November 3, 2017
While cheap oil has slowed development of alternative fuels, that won’t last forever. What would the ag economy look like if more biofuel crops were raised, and there was increased attention on capturing carbon?
The National Science Foundation has a four-year, $6 million project to look at that question. The University of Wyoming, NASA, Montana State University and the University of South Dakota are all part of the project. At the University of Wyoming, ag economists will generate models of what economies in the Upper Missouri River Basin might look like if raising biofuels and carbon-capture technologies were implemented.
The aim of the project is to determine if changes in commodity production and capturing carbon are sustainable, or even feasible, in the basin.
The group looking into this future-think about crop production involves more than 31 private, state and federal institutions. There are also more than 50 people taking part with the project, which got rolling in 2016. You can learn more about the project details at waferx.montana.edu.
Selena Gerace
Each participating university is receiving $2 million. UW’s role is developing the economic models, according to Selena Gerace, UW Extension outreach coordinator for the biofuel and carbon-capture project.
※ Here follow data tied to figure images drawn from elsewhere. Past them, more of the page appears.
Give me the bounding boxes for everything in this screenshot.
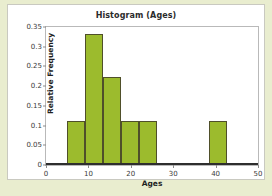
y-tick-label: 0.15 [26,102,42,110]
x-tick-label: 40 [211,170,220,178]
y-tick-label: 0 [38,161,42,169]
x-tick-label: 0 [44,170,48,178]
histogram-figure: Histogram (Ages) Relative Frequency Ages… [7,4,265,180]
x-axis-line [46,163,258,165]
histogram-bar [121,121,139,165]
x-tick-mark [46,165,47,168]
x-tick-mark [173,165,174,168]
y-tick-label: 0.3 [31,43,42,51]
x-tick-mark [258,165,259,168]
x-tick-mark [88,165,89,168]
histogram-bar [139,121,157,165]
x-tick-mark [216,165,217,168]
y-tick-label: 0.35 [26,23,42,31]
plot-area [46,27,258,165]
x-tick-label: 50 [254,170,263,178]
y-tick-label: 0.2 [31,82,42,90]
y-tick-label: 0.05 [26,141,42,149]
plot-frame: Relative Frequency Ages 00.050.10.150.20… [45,26,259,166]
histogram-bar [103,77,121,165]
x-tick-label: 20 [126,170,135,178]
histogram-bar [209,121,227,165]
y-tick-label: 0.25 [26,62,42,70]
histogram-bar [67,121,85,165]
x-tick-label: 10 [84,170,93,178]
x-tick-label: 30 [169,170,178,178]
y-tick-label: 0.1 [31,122,42,130]
x-tick-mark [131,165,132,168]
histogram-bar [85,34,103,165]
x-axis-title: Ages [46,179,258,188]
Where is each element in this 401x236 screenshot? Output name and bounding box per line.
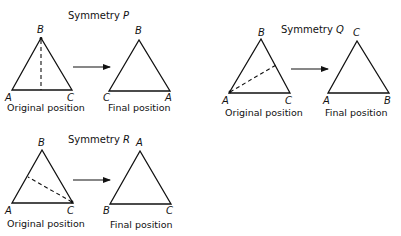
vertex-label-left: A [322, 95, 330, 106]
symmetry-r-final-triangle: A B C Final position [103, 137, 173, 230]
final-position-caption: Final position [108, 102, 171, 113]
final-position-caption: Final position [325, 107, 388, 118]
symmetry-p-final-triangle: B C A Final position [103, 25, 172, 113]
vertex-label-top: C [353, 27, 360, 38]
symmetry-q-panel: Symmetry Q B A C Original position C A B… [221, 24, 391, 118]
symmetry-q-original-triangle: B A C Original position [221, 27, 303, 118]
vertex-label-top: A [135, 137, 143, 148]
vertex-label-top: B [37, 24, 44, 35]
original-position-caption: Original position [7, 102, 85, 113]
symmetry-r-original-triangle: B A C Original position [4, 137, 85, 229]
vertex-label-right: C [67, 205, 74, 216]
vertex-label-top: B [38, 137, 45, 148]
symmetry-q-final-triangle: C A B Final position [322, 27, 391, 118]
original-position-caption: Original position [225, 107, 303, 118]
symmetry-p-title: Symmetry P [68, 10, 130, 21]
final-position-caption: Final position [110, 219, 173, 230]
vertex-label-left: B [103, 205, 110, 216]
vertex-label-right: C [166, 205, 173, 216]
vertex-label-top: B [258, 27, 265, 38]
vertex-label-top: B [135, 25, 142, 36]
symmetry-r-panel: Symmetry R B A C Original position A B C… [4, 134, 173, 230]
original-position-caption: Original position [7, 218, 85, 229]
symmetry-p-original-triangle: B A C Original position [4, 24, 85, 113]
vertex-label-left: A [221, 95, 229, 106]
vertex-label-left: A [4, 205, 12, 216]
vertex-label-right: C [285, 95, 292, 106]
vertex-label-right: B [384, 95, 391, 106]
symmetry-diagram: Symmetry P B A C Original position B C A… [0, 0, 401, 236]
symmetry-q-title: Symmetry Q [281, 24, 344, 35]
symmetry-r-title: Symmetry R [68, 134, 130, 145]
symmetry-p-panel: Symmetry P B A C Original position B C A… [4, 10, 172, 113]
MSU will study agriculture and biofertilizers, food security, clean energy, and water supply and quality. USD will focus on land use, biodiversity and ecosystem services assessment.
The goal is to decrease atmospheric carbon. Many experts have long thought that there may be agricultural practices, which, if implemented, would reduce the amount of carbon in the atmosphere. In this project, the aim would be to perhaps remove even more that is going into the atmosphere through alternative agricultural and energy approaches, including biofuels, and above- and belowground carbon sequestration.
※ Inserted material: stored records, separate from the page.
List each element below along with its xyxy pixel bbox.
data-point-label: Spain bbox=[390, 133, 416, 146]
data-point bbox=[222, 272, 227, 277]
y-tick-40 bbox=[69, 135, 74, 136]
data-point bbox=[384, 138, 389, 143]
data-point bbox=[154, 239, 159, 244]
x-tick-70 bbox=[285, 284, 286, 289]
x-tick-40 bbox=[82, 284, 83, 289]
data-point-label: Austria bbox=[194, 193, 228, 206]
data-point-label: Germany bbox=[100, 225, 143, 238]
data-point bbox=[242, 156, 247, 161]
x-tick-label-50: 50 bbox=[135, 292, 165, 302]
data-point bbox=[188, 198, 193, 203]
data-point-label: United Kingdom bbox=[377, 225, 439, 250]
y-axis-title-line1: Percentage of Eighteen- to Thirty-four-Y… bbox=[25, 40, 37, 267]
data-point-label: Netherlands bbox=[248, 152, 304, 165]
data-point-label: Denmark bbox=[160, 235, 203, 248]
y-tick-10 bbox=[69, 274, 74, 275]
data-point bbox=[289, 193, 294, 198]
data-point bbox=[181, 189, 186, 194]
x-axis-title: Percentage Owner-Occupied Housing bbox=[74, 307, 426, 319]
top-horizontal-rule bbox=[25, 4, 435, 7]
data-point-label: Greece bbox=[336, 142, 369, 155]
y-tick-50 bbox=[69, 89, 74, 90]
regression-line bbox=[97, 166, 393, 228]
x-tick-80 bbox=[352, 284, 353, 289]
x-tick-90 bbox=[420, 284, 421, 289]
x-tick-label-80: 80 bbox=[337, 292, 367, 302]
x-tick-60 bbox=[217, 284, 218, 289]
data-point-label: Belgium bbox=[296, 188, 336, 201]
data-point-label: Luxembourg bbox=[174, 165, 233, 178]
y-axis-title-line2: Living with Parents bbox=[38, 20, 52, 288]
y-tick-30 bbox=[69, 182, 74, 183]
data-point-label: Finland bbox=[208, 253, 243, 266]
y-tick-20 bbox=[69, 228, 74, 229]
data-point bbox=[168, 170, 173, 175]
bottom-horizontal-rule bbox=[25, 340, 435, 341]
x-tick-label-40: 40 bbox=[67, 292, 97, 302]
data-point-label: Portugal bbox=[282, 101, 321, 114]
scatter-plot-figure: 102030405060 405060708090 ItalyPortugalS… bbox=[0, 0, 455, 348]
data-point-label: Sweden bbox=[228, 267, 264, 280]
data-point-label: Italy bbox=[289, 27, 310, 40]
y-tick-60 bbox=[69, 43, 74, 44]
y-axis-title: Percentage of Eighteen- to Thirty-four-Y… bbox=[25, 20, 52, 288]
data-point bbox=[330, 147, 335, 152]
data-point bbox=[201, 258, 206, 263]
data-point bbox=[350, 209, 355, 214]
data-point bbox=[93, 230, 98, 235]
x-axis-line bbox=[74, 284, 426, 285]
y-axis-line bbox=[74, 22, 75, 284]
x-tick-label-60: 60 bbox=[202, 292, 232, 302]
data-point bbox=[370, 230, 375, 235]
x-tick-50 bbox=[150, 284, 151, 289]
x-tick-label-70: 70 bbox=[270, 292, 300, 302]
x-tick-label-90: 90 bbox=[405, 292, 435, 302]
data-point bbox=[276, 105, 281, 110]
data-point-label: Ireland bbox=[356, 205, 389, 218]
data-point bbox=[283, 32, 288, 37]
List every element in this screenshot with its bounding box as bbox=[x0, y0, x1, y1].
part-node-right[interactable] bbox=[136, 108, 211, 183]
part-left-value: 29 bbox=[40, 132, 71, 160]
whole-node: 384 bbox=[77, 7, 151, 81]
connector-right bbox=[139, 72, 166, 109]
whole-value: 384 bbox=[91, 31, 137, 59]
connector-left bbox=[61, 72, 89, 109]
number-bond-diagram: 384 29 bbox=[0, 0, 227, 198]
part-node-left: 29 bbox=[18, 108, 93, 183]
According to Gerace, global scale modeling of carbon reduction has already been done. This project looks at the issue on a regional scale. “How would we fit into this?” she says. “What would it look like in the Upper Missouri River Basin?”
This is the region that includes the Missouri River and all its tributaries upstream of Sioux City, Iowa. The area includes all or parts of Wyoming, Montana, South and North Dakota and Nebraska, as well as more than 20 Native American reservations.
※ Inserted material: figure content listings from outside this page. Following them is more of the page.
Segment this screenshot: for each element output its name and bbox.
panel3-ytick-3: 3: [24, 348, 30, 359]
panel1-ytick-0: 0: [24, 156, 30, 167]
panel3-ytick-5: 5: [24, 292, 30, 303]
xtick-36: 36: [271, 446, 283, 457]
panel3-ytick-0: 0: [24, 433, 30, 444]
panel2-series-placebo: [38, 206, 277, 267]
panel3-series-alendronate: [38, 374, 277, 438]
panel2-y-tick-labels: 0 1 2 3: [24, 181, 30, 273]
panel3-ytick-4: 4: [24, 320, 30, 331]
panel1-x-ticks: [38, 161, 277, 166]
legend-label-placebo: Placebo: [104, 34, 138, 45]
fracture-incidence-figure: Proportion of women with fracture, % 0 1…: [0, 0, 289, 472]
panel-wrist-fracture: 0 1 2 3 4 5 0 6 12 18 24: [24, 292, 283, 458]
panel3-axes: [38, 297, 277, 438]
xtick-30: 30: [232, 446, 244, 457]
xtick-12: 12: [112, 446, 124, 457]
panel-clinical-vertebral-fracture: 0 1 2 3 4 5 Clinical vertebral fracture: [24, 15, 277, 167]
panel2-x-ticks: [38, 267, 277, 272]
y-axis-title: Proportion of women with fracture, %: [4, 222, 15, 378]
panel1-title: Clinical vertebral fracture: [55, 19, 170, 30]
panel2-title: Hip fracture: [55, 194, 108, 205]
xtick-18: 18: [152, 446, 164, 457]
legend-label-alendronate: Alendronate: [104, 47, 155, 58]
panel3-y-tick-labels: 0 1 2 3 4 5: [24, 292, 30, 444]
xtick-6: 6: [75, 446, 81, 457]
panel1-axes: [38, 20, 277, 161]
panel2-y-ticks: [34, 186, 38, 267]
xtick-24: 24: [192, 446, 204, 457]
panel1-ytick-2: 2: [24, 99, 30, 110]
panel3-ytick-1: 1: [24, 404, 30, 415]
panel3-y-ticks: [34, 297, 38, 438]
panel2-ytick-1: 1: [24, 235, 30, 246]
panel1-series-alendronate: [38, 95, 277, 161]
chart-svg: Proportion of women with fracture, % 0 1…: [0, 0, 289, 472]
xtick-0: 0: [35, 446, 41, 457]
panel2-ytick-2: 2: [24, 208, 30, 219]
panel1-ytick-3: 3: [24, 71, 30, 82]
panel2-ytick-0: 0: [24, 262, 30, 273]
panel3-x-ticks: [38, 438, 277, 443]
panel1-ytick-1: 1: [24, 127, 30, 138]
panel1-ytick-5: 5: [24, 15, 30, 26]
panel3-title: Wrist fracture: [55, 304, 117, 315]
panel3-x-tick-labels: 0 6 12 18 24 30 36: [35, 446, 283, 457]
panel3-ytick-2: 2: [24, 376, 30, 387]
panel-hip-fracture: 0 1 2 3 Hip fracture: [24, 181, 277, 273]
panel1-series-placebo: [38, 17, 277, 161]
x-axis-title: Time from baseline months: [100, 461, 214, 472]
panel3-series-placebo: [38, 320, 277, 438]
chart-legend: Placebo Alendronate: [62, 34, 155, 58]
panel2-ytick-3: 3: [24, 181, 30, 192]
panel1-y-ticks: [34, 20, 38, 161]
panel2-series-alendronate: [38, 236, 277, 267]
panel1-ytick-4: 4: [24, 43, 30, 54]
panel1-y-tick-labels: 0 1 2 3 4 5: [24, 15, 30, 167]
Gerace says the project is an investigation of what would be socially and technically feasible and what that might look like. “If we were to do wide-scale bioenergy production, how much is that going to impact the amount of food being produced, and what are the economic, ecological and social tradeoffs?” she says. “Our piece of the puzzle [at UW] is looking at what would happen at both the farm and regional scales.”
Asking these questions now can help develop rational long-term ideas to take on the bigger challenge — perhaps avoiding projects that won't work.